'''

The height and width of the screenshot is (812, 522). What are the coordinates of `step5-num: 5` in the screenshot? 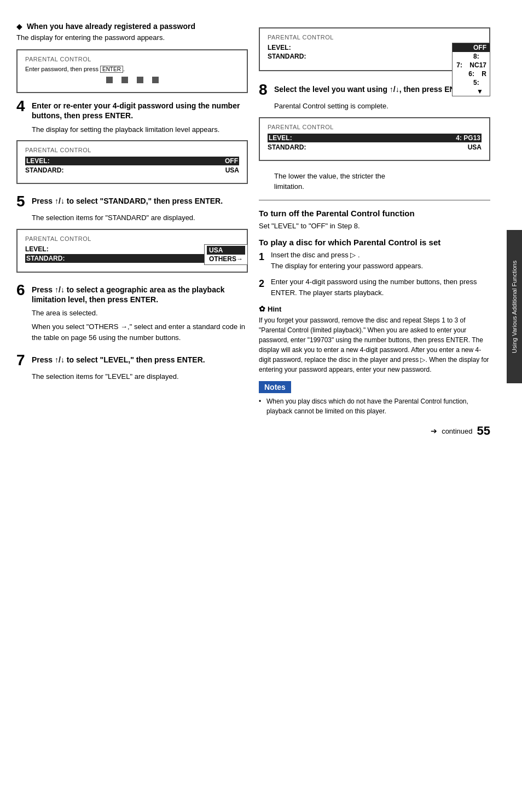 It's located at (22, 201).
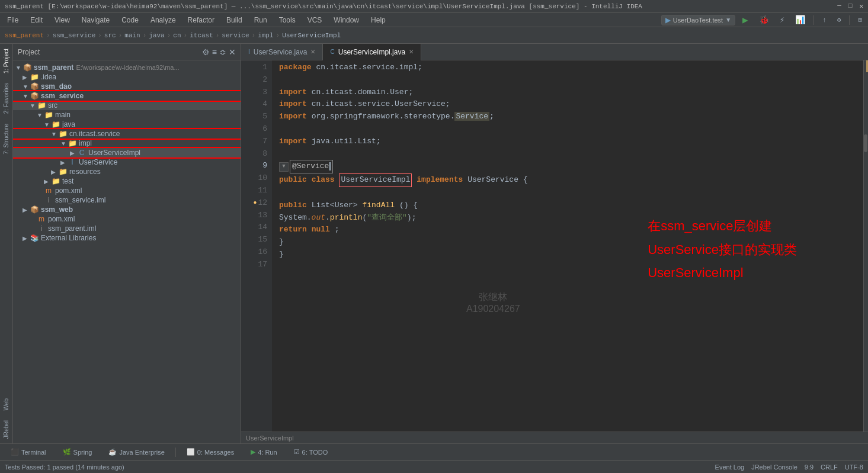 This screenshot has width=868, height=473. What do you see at coordinates (861, 6) in the screenshot?
I see `close-btn: ✕` at bounding box center [861, 6].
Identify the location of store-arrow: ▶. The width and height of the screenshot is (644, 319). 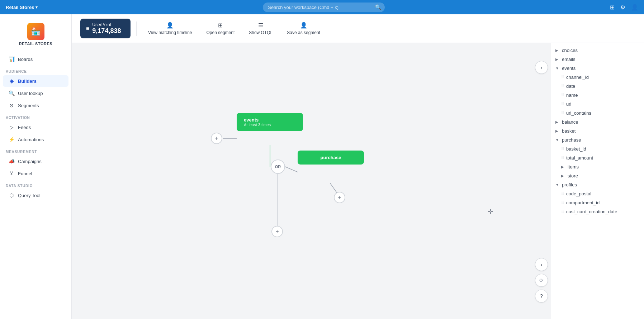
(563, 176).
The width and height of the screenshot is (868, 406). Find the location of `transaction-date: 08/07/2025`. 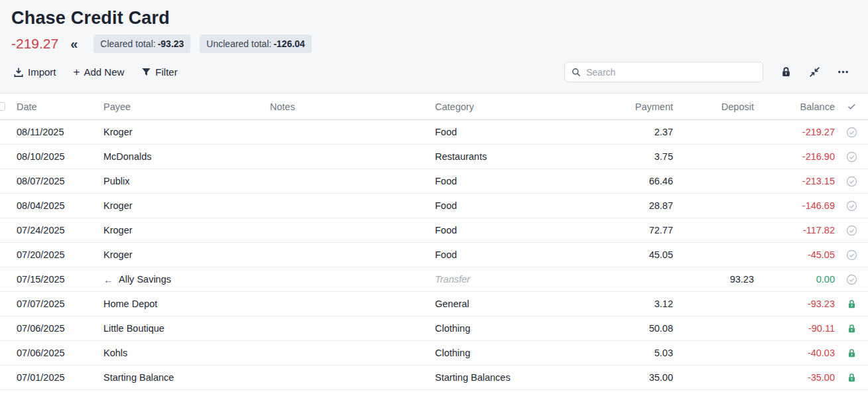

transaction-date: 08/07/2025 is located at coordinates (57, 181).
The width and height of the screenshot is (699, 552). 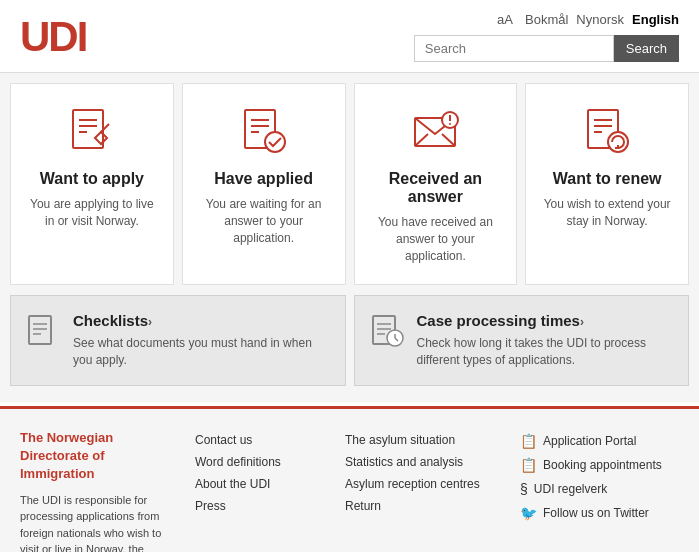 I want to click on want-to-apply-title: Want to apply, so click(x=92, y=179).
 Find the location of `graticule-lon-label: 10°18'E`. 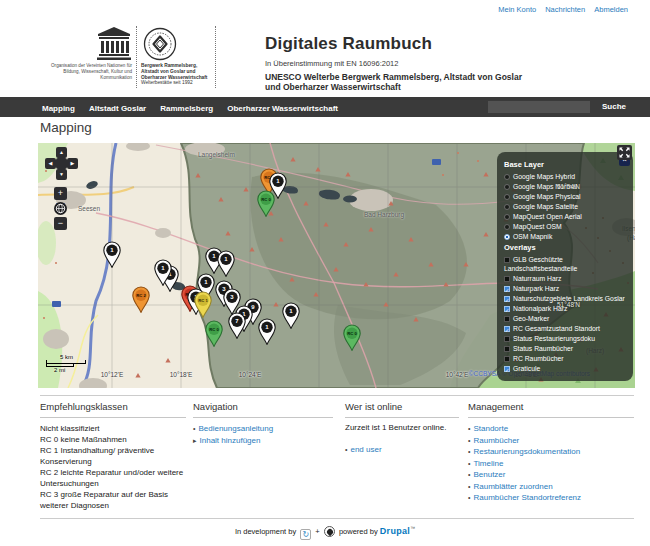

graticule-lon-label: 10°18'E is located at coordinates (182, 374).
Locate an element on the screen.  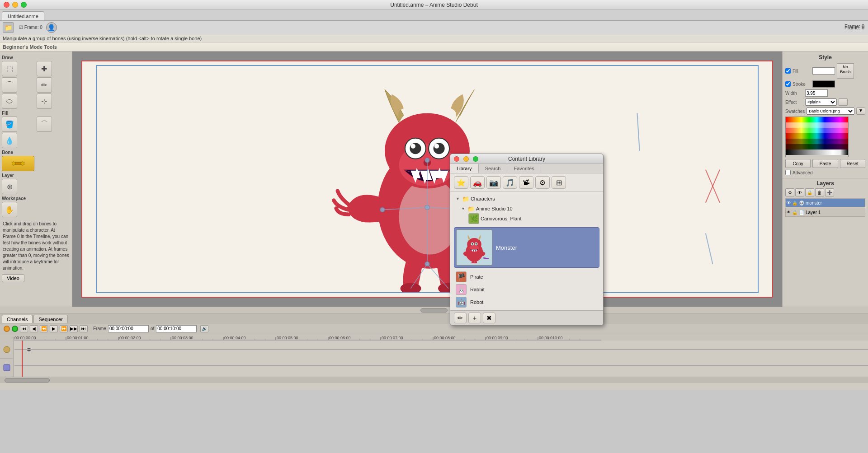
toolbar-icon-1: 📁 is located at coordinates (8, 28).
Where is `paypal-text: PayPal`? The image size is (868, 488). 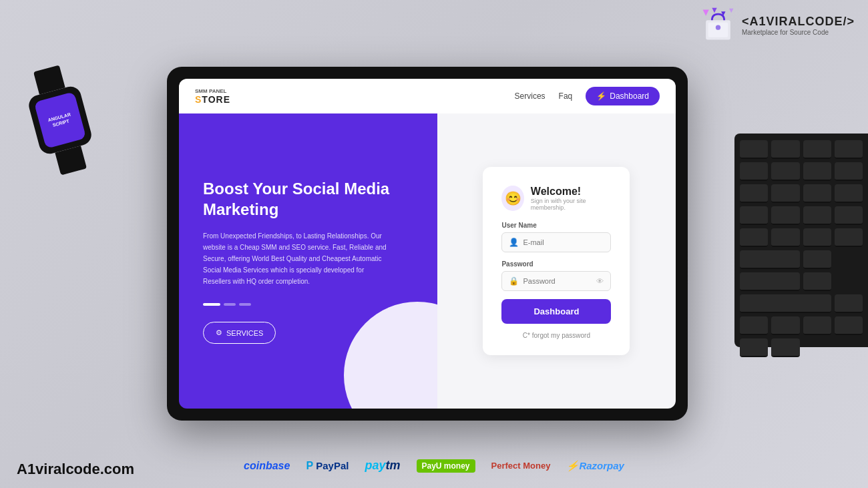 paypal-text: PayPal is located at coordinates (333, 466).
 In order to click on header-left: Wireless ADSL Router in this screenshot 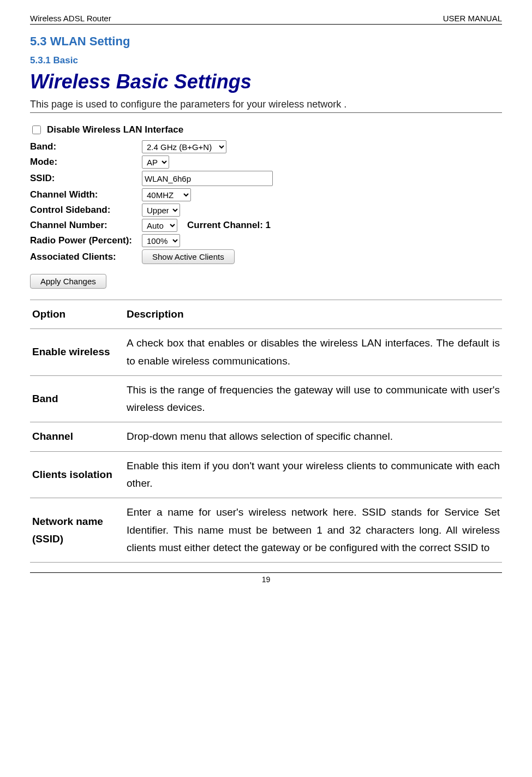, I will do `click(71, 19)`.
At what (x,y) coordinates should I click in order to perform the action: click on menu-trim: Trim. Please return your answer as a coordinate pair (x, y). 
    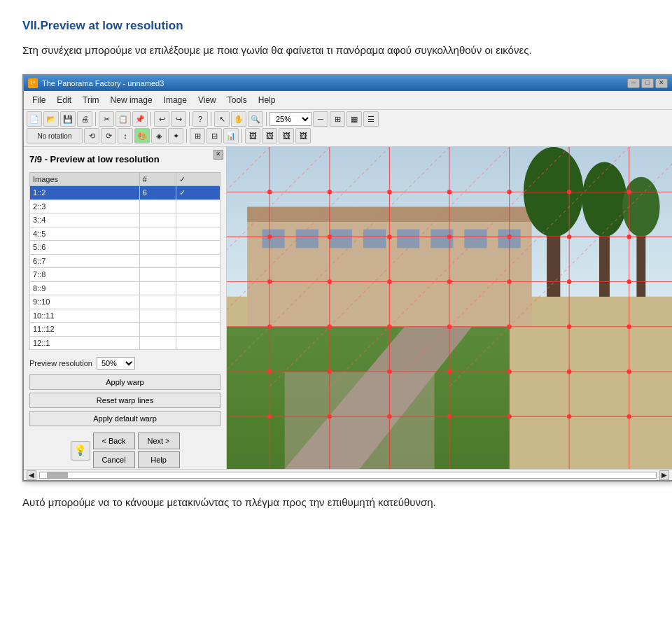
    Looking at the image, I should click on (91, 100).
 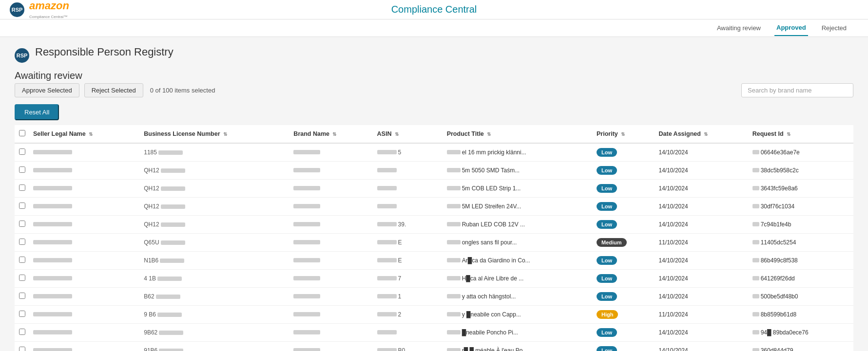 I want to click on sort-asin-icon: ⇅, so click(x=397, y=134).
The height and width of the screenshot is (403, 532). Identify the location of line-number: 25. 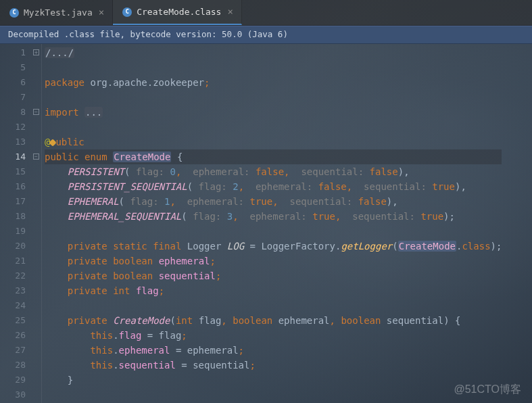
(13, 321).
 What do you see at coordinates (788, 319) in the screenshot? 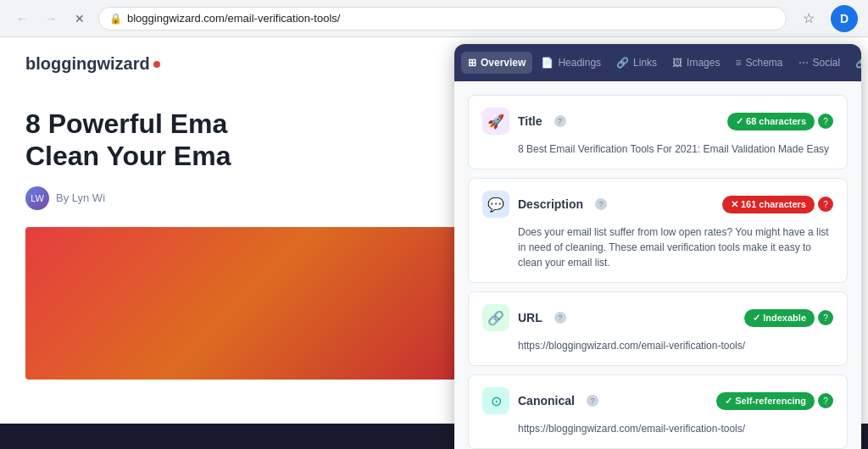
I see `url-badge-group: ✓ Indexable ?` at bounding box center [788, 319].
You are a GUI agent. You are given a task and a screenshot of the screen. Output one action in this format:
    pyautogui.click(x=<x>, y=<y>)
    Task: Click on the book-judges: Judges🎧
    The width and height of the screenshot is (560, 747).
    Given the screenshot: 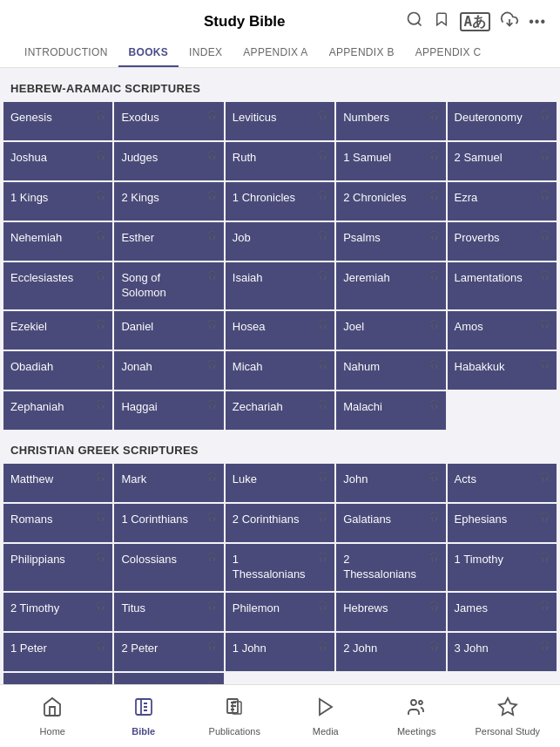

'''

### WORK REQUIRED:
Please return the lines from the line with "The width and height of the screenshot is (560, 747)." through the last line of the data, both included, exactly, and without pictures.

### YOUR RESPONSE:
    The width and height of the screenshot is (560, 747).
    Given the screenshot: 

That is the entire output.